How the suitors that obscenely riot in thy father’s halls

Thou by force or fraud may’st slay: for surely now the years are come,

When too old thou art to trifle like a child with childish things.

Hast not heard what fair opinion the divine Orestes reaped

From the general voice consenting to the deed, then when he slew

The deceitful false Ægisthus, slayer of his famous sire.”

Odyssey i. 293.

Public opinion, therefore, to use a modern phrase, not only justified Orestes in compassing the death of his mother, but imperatively called on him to do so. Public opinion, however, could not control Nature, nor save the unfortunate instrument of paternal retribution from that revulsion of feeling which must necessarily ensue, when the hand of the son is once red with the blood of her whose milk he had sucked. Orestes finds himself torn in twain by two contrary instincts, the victim of two antagonist rights.
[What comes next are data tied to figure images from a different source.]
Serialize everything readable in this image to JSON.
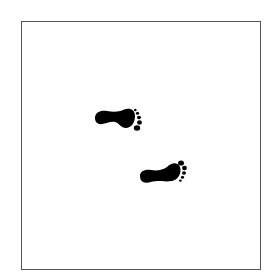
{
  "image": {
    "description": "Two black footprints walking diagonally inside a square frame",
    "frame_color": "#555555",
    "background_color": "#ffffff",
    "footprint_color": "#000000"
  },
  "footprints": [
    {
      "name": "footprint-upper-left",
      "direction": "right"
    },
    {
      "name": "footprint-lower-right",
      "direction": "right"
    }
  ]
}
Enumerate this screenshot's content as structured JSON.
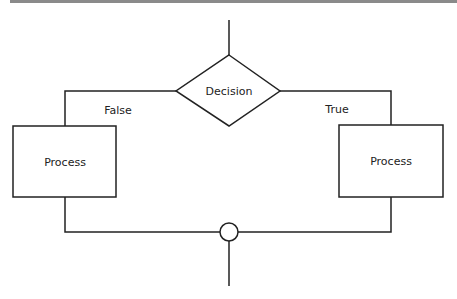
{
  "diagram": {
    "type": "flowchart",
    "nodes": [
      {
        "id": "decision",
        "shape": "diamond",
        "label": "Decision"
      },
      {
        "id": "process_false",
        "shape": "rectangle",
        "label": "Process"
      },
      {
        "id": "process_true",
        "shape": "rectangle",
        "label": "Process"
      },
      {
        "id": "merge",
        "shape": "circle",
        "label": ""
      }
    ],
    "edges": [
      {
        "from": "decision",
        "to": "process_false",
        "label": "False"
      },
      {
        "from": "decision",
        "to": "process_true",
        "label": "True"
      },
      {
        "from": "process_false",
        "to": "merge",
        "label": ""
      },
      {
        "from": "process_true",
        "to": "merge",
        "label": ""
      }
    ],
    "labels": {
      "decision": "Decision",
      "process_left": "Process",
      "process_right": "Process",
      "false_branch": "False",
      "true_branch": "True"
    },
    "colors": {
      "stroke": "#222222",
      "fill": "#ffffff",
      "top_rule": "#8a8a8a"
    }
  }
}
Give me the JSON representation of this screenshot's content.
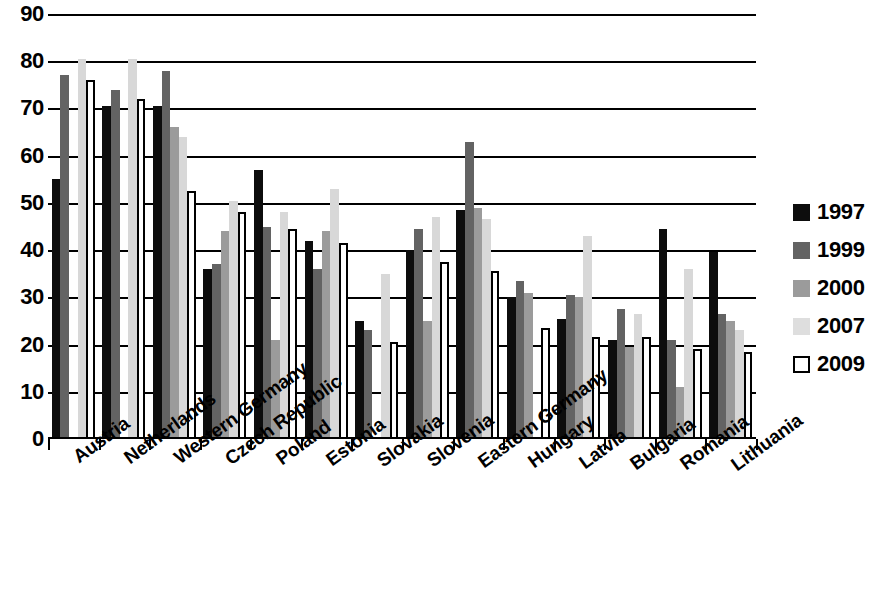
{
  "chart_data": {
    "type": "bar",
    "title": "",
    "subtitle": "",
    "xlabel": "",
    "ylabel": "",
    "ylim": [
      0,
      90
    ],
    "yticks": [
      0,
      10,
      20,
      30,
      40,
      50,
      60,
      70,
      80,
      90
    ],
    "ytick_labels": [
      "0",
      "10",
      "20",
      "30",
      "40",
      "50",
      "60",
      "70",
      "80",
      "90"
    ],
    "grid": true,
    "grid_axis": "y",
    "legend_position": "right",
    "categories": [
      "Austria",
      "Netherlands",
      "Western Germany",
      "Czech Republic",
      "Poland",
      "Estonia",
      "Slovakia",
      "Slovenia",
      "Eastern Germany",
      "Hungary",
      "Latvia",
      "Bulgaria",
      "Romania",
      "Lithuania"
    ],
    "series": [
      {
        "name": "1997",
        "color": "#0d0d0d",
        "values": [
          55,
          70.5,
          70.5,
          36,
          57,
          42,
          25,
          40,
          48.5,
          30,
          25.5,
          21,
          44.5,
          39.5
        ]
      },
      {
        "name": "1999",
        "color": "#636363",
        "values": [
          77,
          74,
          78,
          37,
          45,
          36,
          23,
          44.5,
          63,
          33.5,
          30.5,
          27.5,
          21,
          26.5
        ]
      },
      {
        "name": "2000",
        "color": "#9b9b9b",
        "values": [
          null,
          null,
          66,
          44,
          21,
          44,
          null,
          25,
          49,
          31,
          30,
          19.5,
          11,
          25
        ]
      },
      {
        "name": "2007",
        "color": "#d8d8d8",
        "values": [
          80.5,
          80.5,
          64,
          50.5,
          48,
          53,
          35,
          47,
          46.5,
          null,
          43,
          26.5,
          36,
          23
        ]
      },
      {
        "name": "2009",
        "color": "#ffffff",
        "values": [
          76,
          72,
          52.5,
          48,
          44.5,
          41.5,
          20.5,
          37.5,
          35.5,
          23.5,
          21.5,
          21.5,
          19,
          18.5
        ]
      }
    ]
  },
  "legend": {
    "entries": [
      {
        "label": "1997"
      },
      {
        "label": "1999"
      },
      {
        "label": "2000"
      },
      {
        "label": "2007"
      },
      {
        "label": "2009"
      }
    ]
  }
}
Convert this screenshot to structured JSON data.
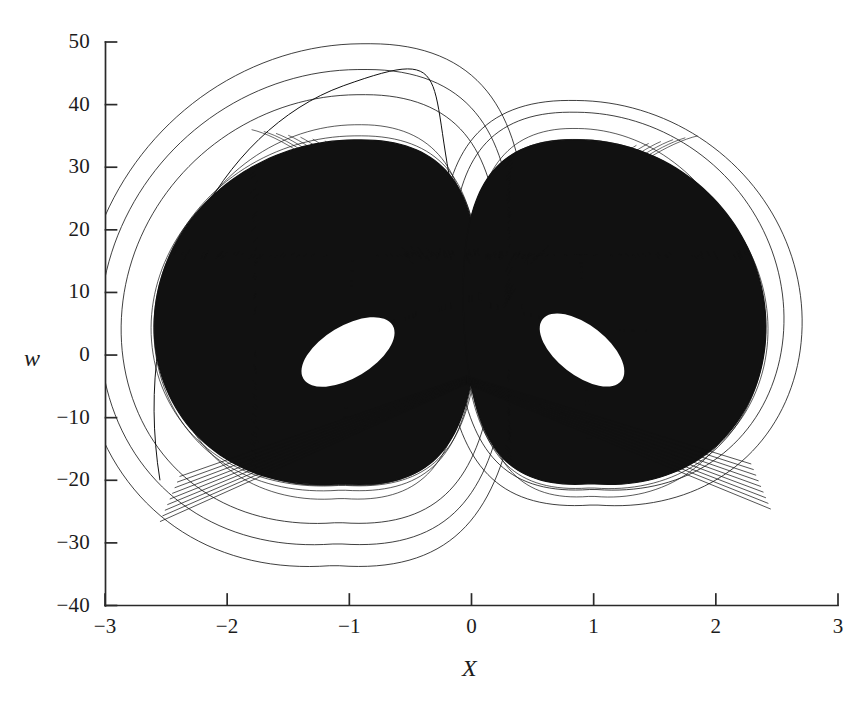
{
  "figure": {
    "kind": "phase-portrait",
    "background_color": "#ffffff",
    "ink_color": "#111111",
    "axis_color": "#2a2a2a"
  },
  "chart_data": {
    "type": "line",
    "title": "",
    "subtitle": "",
    "xlabel": "X",
    "ylabel": "w",
    "xlim": [
      -3,
      3
    ],
    "ylim": [
      -40,
      50
    ],
    "grid": false,
    "legend": null,
    "x_ticks": [
      -3,
      -2,
      -1,
      0,
      1,
      2,
      3
    ],
    "x_tick_labels": [
      "−3",
      "−2",
      "−1",
      "0",
      "1",
      "2",
      "3"
    ],
    "y_ticks": [
      -40,
      -30,
      -20,
      -10,
      0,
      10,
      20,
      30,
      40,
      50
    ],
    "y_tick_labels": [
      "−40",
      "−30",
      "−20",
      "−10",
      "0",
      "10",
      "20",
      "30",
      "40",
      "50"
    ],
    "tick_direction": "in",
    "series": [
      {
        "name": "attractor-trajectory",
        "color": "#111111",
        "line_width": 0.55,
        "point_count": 56000
      }
    ],
    "features": {
      "lobe_centers": [
        {
          "label": "left-core",
          "x": -1.0,
          "w": 3.0,
          "rx": 0.42,
          "ry": 0.21,
          "rotation_deg": -31
        },
        {
          "label": "right-core",
          "x": 0.92,
          "w": 4.0,
          "rx": 0.4,
          "ry": 0.2,
          "rotation_deg": 38
        }
      ],
      "crossing_vertex": {
        "x": 0.0,
        "w": -4.0
      },
      "max_w_outer_arc": 44,
      "max_w_main_band": 37,
      "min_w_outer_excursion": -33,
      "min_w_main_band": -26,
      "x_extent_left": -2.85,
      "x_extent_right": 2.62
    },
    "generator": {
      "note": "Visual reconstruction parameters for the nested-spiral double scroll",
      "bands": 46,
      "outer_loops": 3,
      "fill_density": 0.94
    }
  },
  "axes": {
    "y_axis_label": "w",
    "x_axis_label": "X"
  }
}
No sooner are the Furies of the father asleep, than those of the mother awake; and thus the bloody catastrophe of the present piece prepares the way for that tragic conflict of opposing moral claims set forth with such power in the third piece of this trilogy—the Eumenides.

The action of this play is the simplest possible, and will, for the most part, explain itself sufficiently as it proceeds. Clytemnestra, disturbed in conscience, and troubled by evil dreams, sends a chorus of young women to offer libations at the tomb of Agamemnon, which, in the present play, may fitly be conceived as occupying the centre of the stage.[f3] These “libation-bearers” give the name to the piece. In their pious function, Electra, the daughter of Agamemnon, joins; and as she is engaged in the solemn rite, her brother Orestes (who had been living as an exile in Phocis with Strophius, married to Anaxibia, the sister of Agamemnon) suddenly arrives, and making himself known to his sister, plans with her the murder of Ægisthus and Clytemnestra—which is accordingly executed. Scarcely is this done, when the Furies of the murdered mother appear, and commence that chase of the unhappy son from land to land, which is ended in the next piece only by the eloquent intercession of Apollo, and the deliberative wisdom of the blue-eyed virgin-goddess of the Acropolis.

As a composition, the Choephoræ is decidedly inferior both to the Agamemnon which precedes, and the Eumenides which follows it; and the poet, as if sensible of this weakness, following the approved tactics of rhetoricians and warriors, has dexterously placed it in a position where its deficiencies are least observed. At the same time, in passing a critical judgment on this piece we must bear in mind two things—first, that some parts of this play that appear languid, long-drawn, and ineffective to us who read, may have been overflowing with the richest emotional power in their living musical exhibition; and, secondly, that many parts, especially of the choral chaunts, have been so maimed and shattered by time that the modern commentator is perhaps as much chargeable with the faults of the translation as the ancient tragedian.